I just did today. And don’t forget that while Omega-3 (ratio vs Omega-6) fatty acids are good for you, eat that piece of cheese. Saturated fats are not so bad for you either. Just avoid the trans-fats, which tend to be in highly processed foods anyway. And are decreasing in the food supply as we speak.
This *IS* a bit off-topic. But go ahead and mix up that tuna with some miracle-whip, and a little bit of pickle relish, and diced or sliced tomato, and a bit of lettuce. Or grill it before adding the greens. And add that slice of cheese.
@RWturner
July 13, 2015 at 1:34 pm
“Something along the lines of a “National Science Accountability Act” would probably end most junk science overnight.”
In fact, the opposite position is already entrenched, at least with regard to the potentially most devastating man-made toxin – nuclear waste and fallout. There is no nuclear power generation in the entire world that is privately insured except in a token fashion. This situation exists because all the governments of such countries exempt the nuclear power industry from anything even approaching adequate liability insurance. And apparently the entire world community, as represented by the United Nations, also accepts this uninsured risk, since nuclear fallout and contamination does not respect national boundaries.
In the wake of Fukushima, it was reported that Japan actually has in place the most stringent liability insurance requirements for nuclear power plant operators. And it quickly became clear that even this relatively minor nuclear breakdown overtaxes the compensation funds in place.
I find it remarkable that the boosters of nuclear power in this forum persistently turn a blind eye to this situation, and are never taken to task for it. What is their explanation for the global insurance community’s reluctance to profit by the admirable “safety record” of nuclear power? Surely the insurers should be crying out to insure this risk, and governments should be overjoyed to take this contingency cost off their books?

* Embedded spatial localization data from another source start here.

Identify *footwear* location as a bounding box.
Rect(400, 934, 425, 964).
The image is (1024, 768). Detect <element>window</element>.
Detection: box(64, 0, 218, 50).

There’s a huge difference between suffering ailments from environmental threats and nutritional inadequacies humanity has endured for millenia and those that have been introduced in the last few decades, are impossible to detect and identify except with high-tech equipment and procedures in the hands of specialists, and whose long-term effects have yet to be exhaustively determined.
A single high powered CME could conceivably turn our world of six or seven billion people back to “horse and buggy” technology, only without the horse or buggy, but with nuclear plants throughout the world in meltdown, hundreds of millions starving within days or weeks, if not freezing to death even sooner, and dying of disease spread by lack of clean drinking water, should they survive longer.
None of the technological advances of the last hundred years can offset that threat. But we could use those advances to mitigate the effects – IF we openly recognize the dangers of “globalization” (ie. “just in time” production and distribution of the essentials of life) and begin to make reasonable arrangements to offset them.
The great climate debate is a deadly distraction in this situation. By focusing all attention on this apparently slow-moving threat, a false sense of elbow room is created. If a large solar event destroys our electrical grid tomorrow or next week, it won’t much matter whether it’s the ice age or global warming that’s on the horizon. Unprepared as we are, humanity and its technical advances of the last thousand years will be toast.
i belong to a climate debate blog on facebook. i have repeatedly made the challenge that any alarmists must put up the deed to there house and the title to there car to be held in lieu just encase there dire predictions dont prevail . in 5 years or 10 years they must forfeit all in an effort to pay back all the money wasted. guess how many takers i have ? you guessed it . big zero .
Eric M. Sounds like a strange offer although I agree with your position generally. But not getting any takers…could it be because you do not have credibility. What are you offering to pay them if they are right.